EAs tend to reject person-affecting views of population ethics. This, however, has uncomfortable implications for some hot-button issues on the left, like reproductive rights and environmental ethics.
I can see why left wing views on abortion would biased people against totalist views, because they do not want to accept the implication that someone’s desire to abort their child could be ‘outweighed’ by the interests of a possible-person. And I guess totalism would also imply we should have more children, in contradiction to the idea that we should have fewer to protect the environment. But it would naively seem that being concerned about the environment would make you more amenable to longtermist views (as distinct from totalism), because if you don’t care about future people then most of the damage from climate change can be ignored.
And I guess totalism would also imply we should have more children, in contradiction to the idea that we should have fewer to protect the environment.
This is mostly what I was referring to. Matt Yglesias has often said that he gets a lot of pushback against his One Billion Americans book from leftists who implictly have some sort of prior against both population and economic growth.
Also, as Michael says below, I think they (like most people who aren’t moral philosophers) just don’t really have coherent population ethics.
Also, person-affecting views can lead to the bizarre conclusion that we don’t need to worry much about contributing to climate change because the people in the future wouldn’t have existed if we hadn’t done so—so we won’t actually have harmed them (provided their lives are net good).
I would assume that progressives concerned with the welfare of future generations (maybe most?) don’t have these specific kinds of person-affecting views, although most probably have not thought that much about population ethics or metaphysical identity issues at all. I think the closest steelman might look like:
the wide and soft asymmetry view here (Thomas) or here (Frick), which does fine on the non-identity problem,
dying is bad, so extinction would at least be bad for the people who die and don’t want to,
and maybe they separately value the preservation of humanity, like this (Frick), or something like an animal conservationist way, but more humans isn’t (always) better. Or, they aren’t actually person-affecting, but recognize decreasing marginal value in additional lives as a population increases.
I can see why left wing views on abortion would biased people against totalist views, because they do not want to accept the implication that someone’s desire to abort their child could be ‘outweighed’ by the interests of a possible-person. And I guess totalism would also imply we should have more children, in contradiction to the idea that we should have fewer to protect the environment. But it would naively seem that being concerned about the environment would make you more amenable to longtermist views (as distinct from totalism), because if you don’t care about future people then most of the damage from climate change can be ignored.
This is mostly what I was referring to. Matt Yglesias has often said that he gets a lot of pushback against his One Billion Americans book from leftists who implictly have some sort of prior against both population and economic growth.
Also, as Michael says below, I think they (like most people who aren’t moral philosophers) just don’t really have coherent population ethics.
Also, person-affecting views can lead to the bizarre conclusion that we don’t need to worry much about contributing to climate change because the people in the future wouldn’t have existed if we hadn’t done so—so we won’t actually have harmed them (provided their lives are net good).
AKA the non-identity problem.
I would assume that progressives concerned with the welfare of future generations (maybe most?) don’t have these specific kinds of person-affecting views, although most probably have not thought that much about population ethics or metaphysical identity issues at all. I think the closest steelman might look like:
the wide and soft asymmetry view here (Thomas) or here (Frick), which does fine on the non-identity problem,
dying is bad, so extinction would at least be bad for the people who die and don’t want to,
and maybe they separately value the preservation of humanity, like this (Frick), or something like an animal conservationist way, but more humans isn’t (always) better. Or, they aren’t actually person-affecting, but recognize decreasing marginal value in additional lives as a population increases.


Word for word, restate the lines from the one containing "Search the screen" through the last line of the material, and include no pictures.

::: TASK MATERIAL

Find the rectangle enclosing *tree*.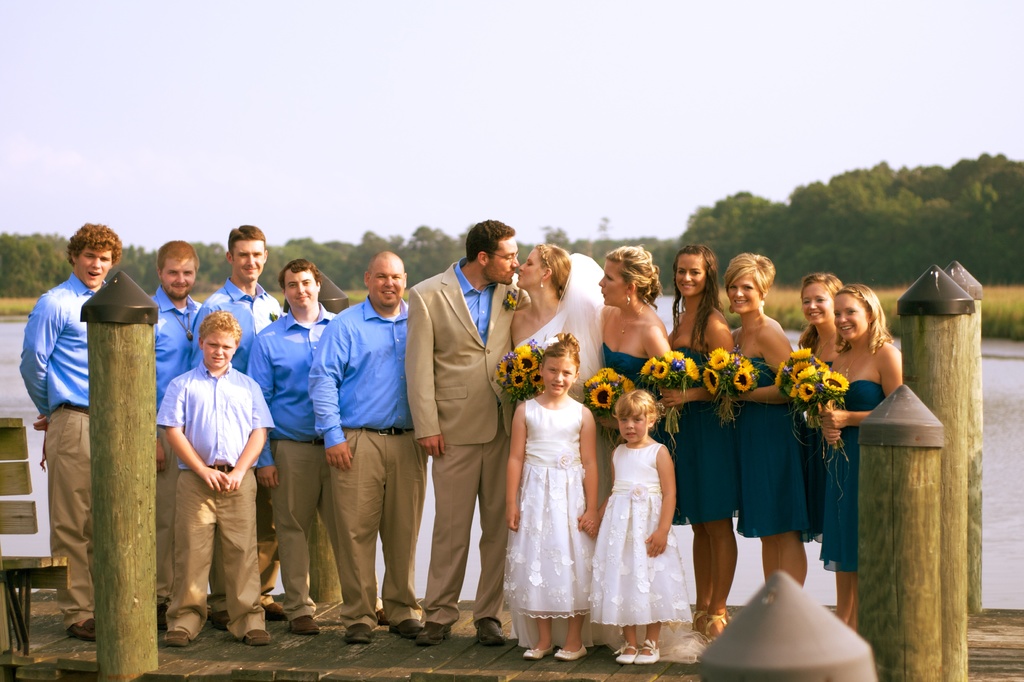
(691, 195, 791, 242).
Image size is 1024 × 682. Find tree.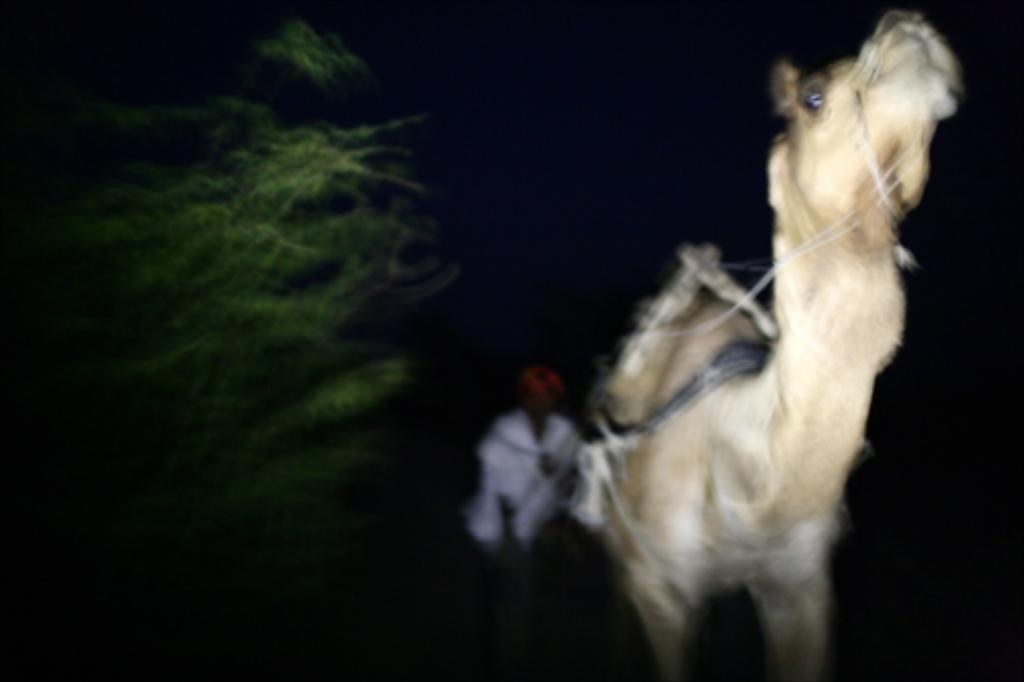
<region>4, 10, 430, 645</region>.
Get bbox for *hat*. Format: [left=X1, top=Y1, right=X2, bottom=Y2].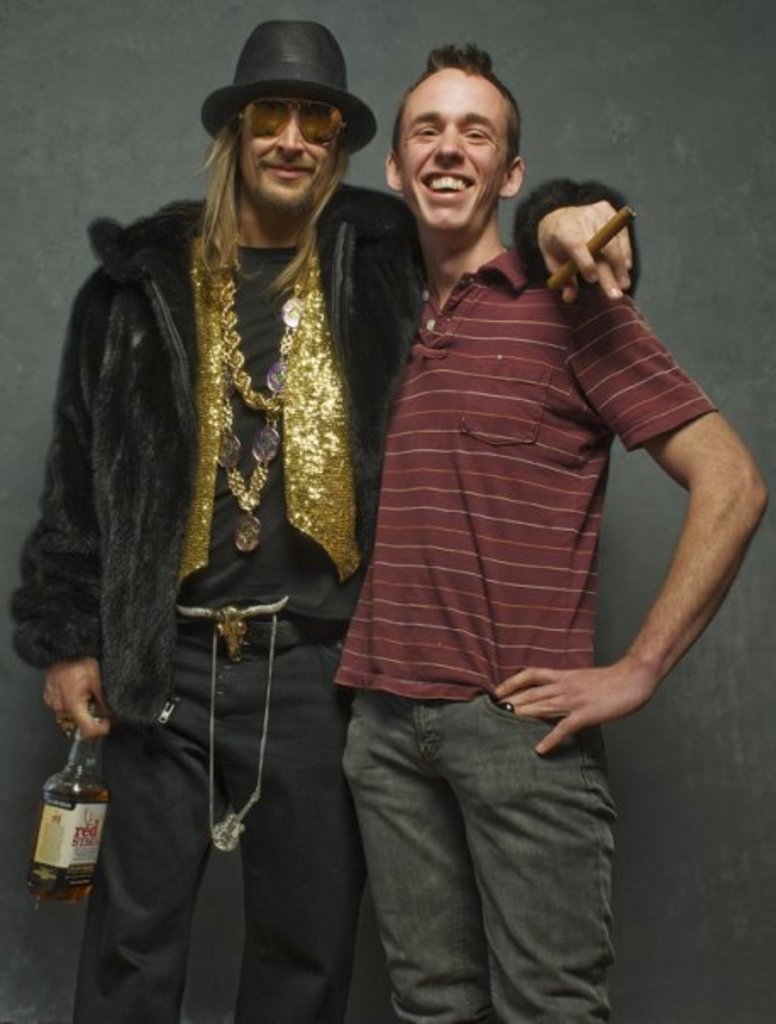
[left=200, top=17, right=380, bottom=158].
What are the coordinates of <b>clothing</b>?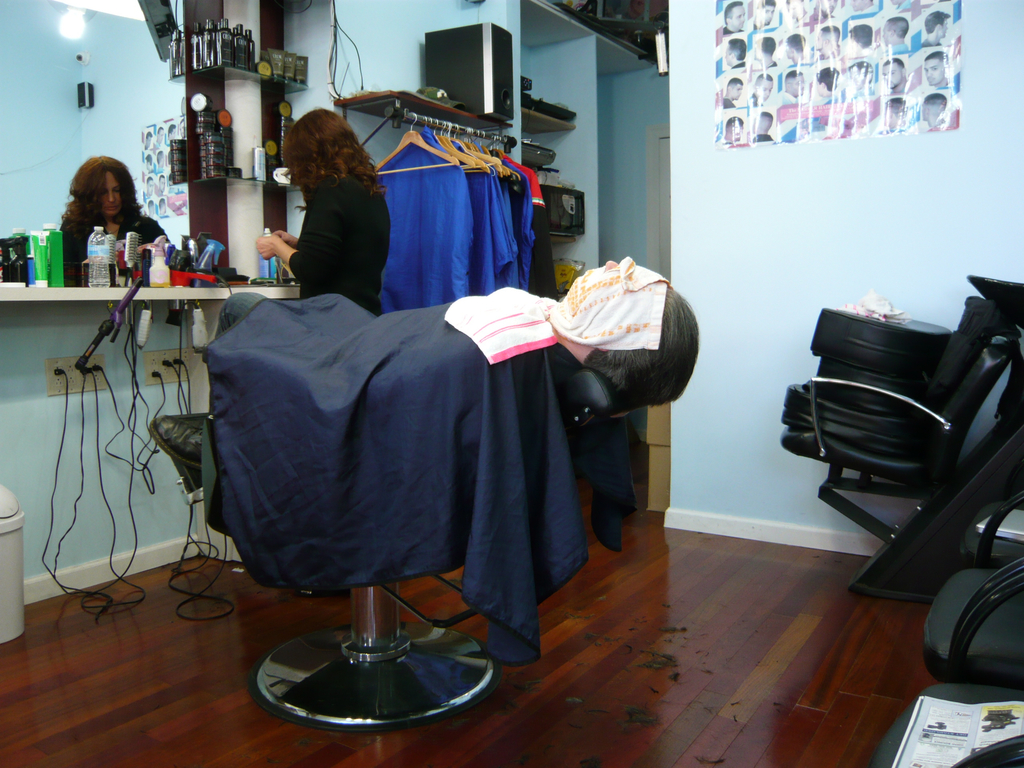
763/59/778/68.
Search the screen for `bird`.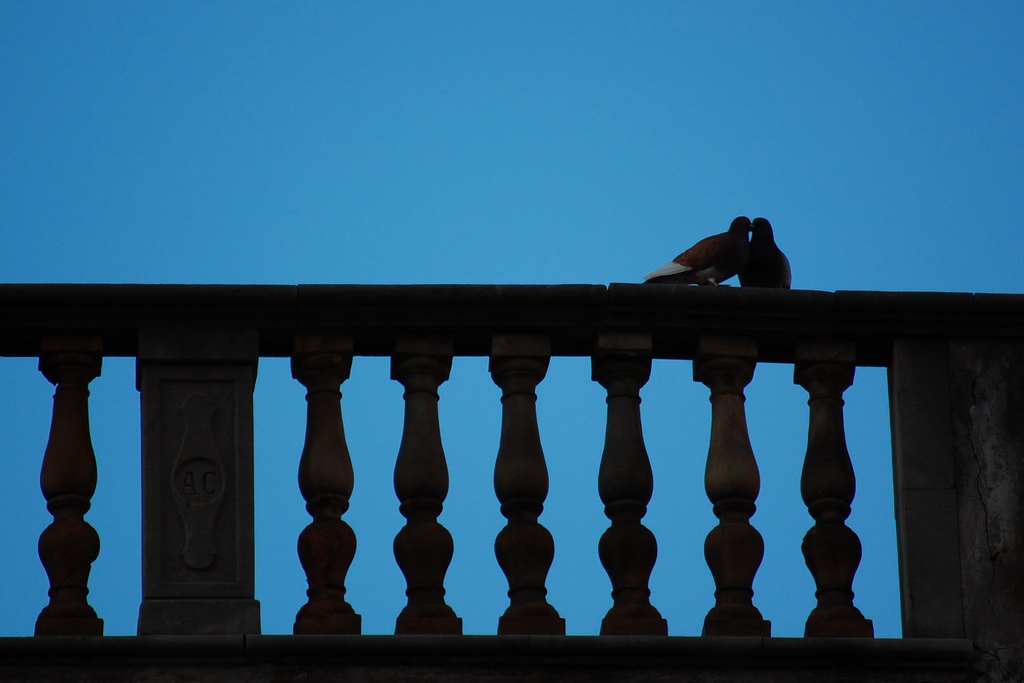
Found at [740,218,792,289].
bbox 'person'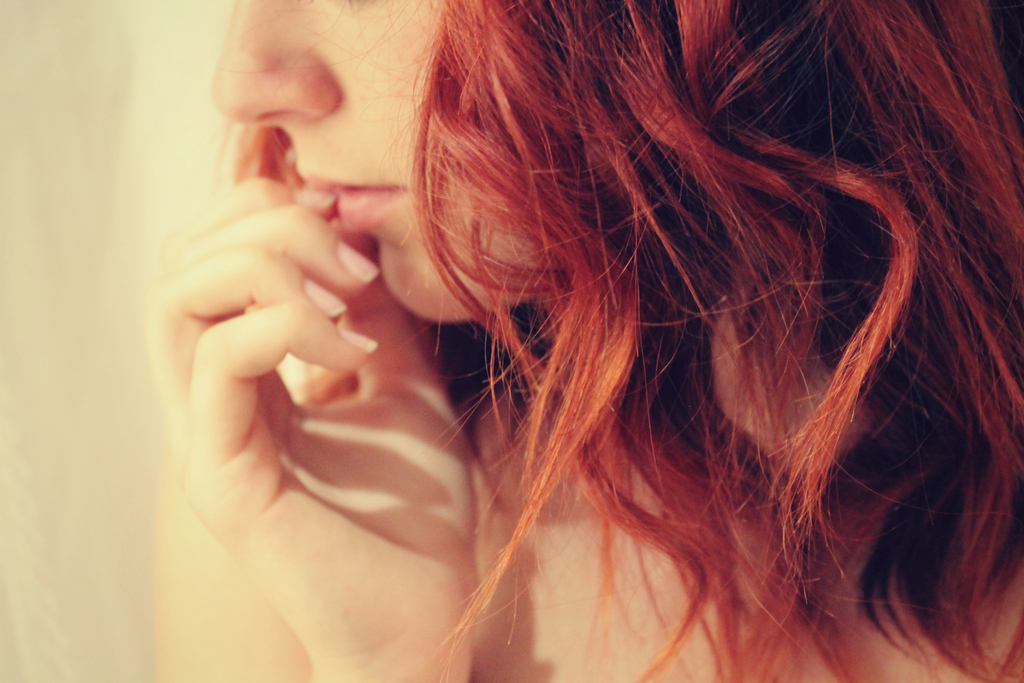
155, 0, 1023, 682
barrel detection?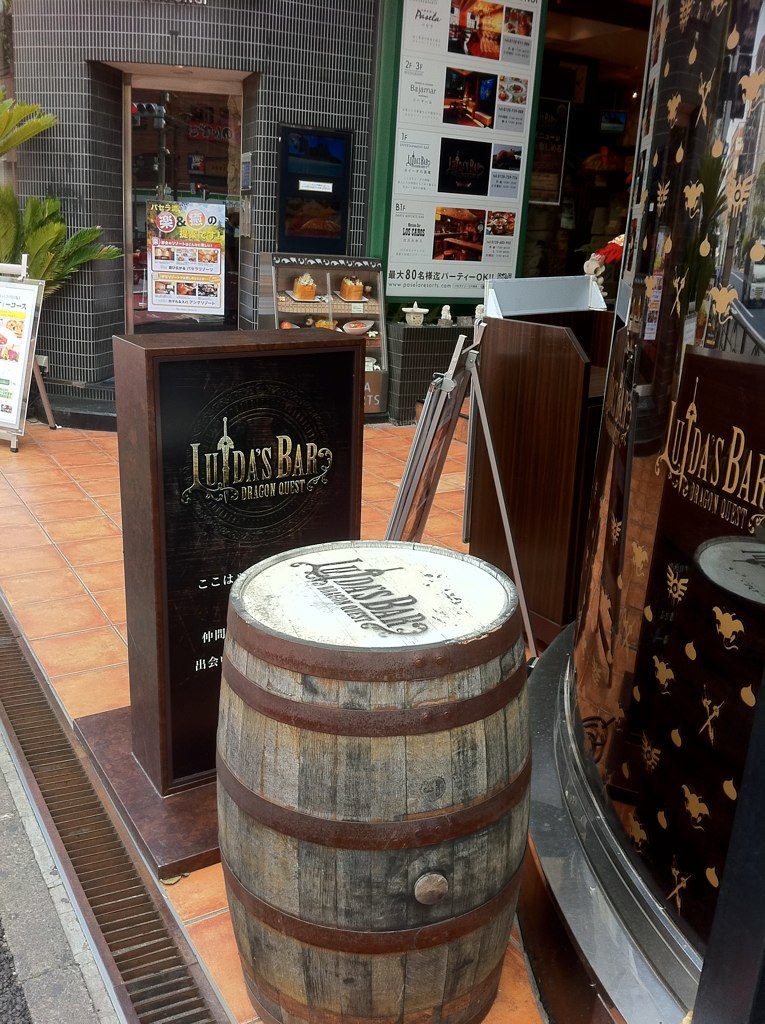
{"x1": 212, "y1": 534, "x2": 545, "y2": 1023}
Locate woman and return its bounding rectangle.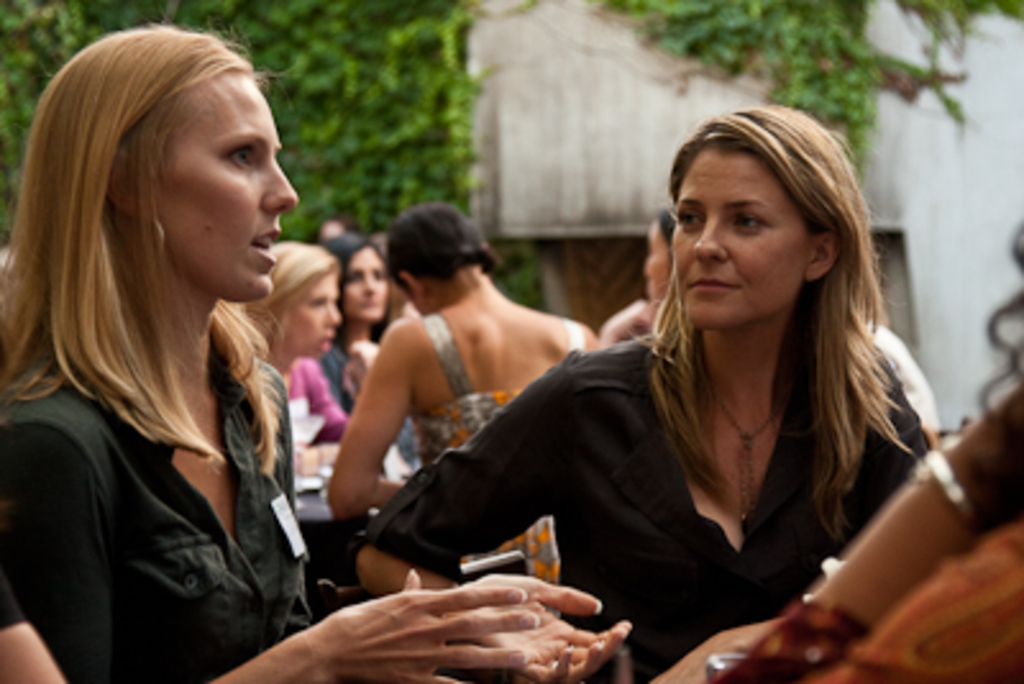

::::::

ANSWER SECTION =
Search the screen for `bird`.
Found at [740,218,792,289].
bbox 'person'
155, 0, 1023, 682
barrel detection?
{"x1": 212, "y1": 534, "x2": 545, "y2": 1023}
Locate woman and return its bounding rectangle.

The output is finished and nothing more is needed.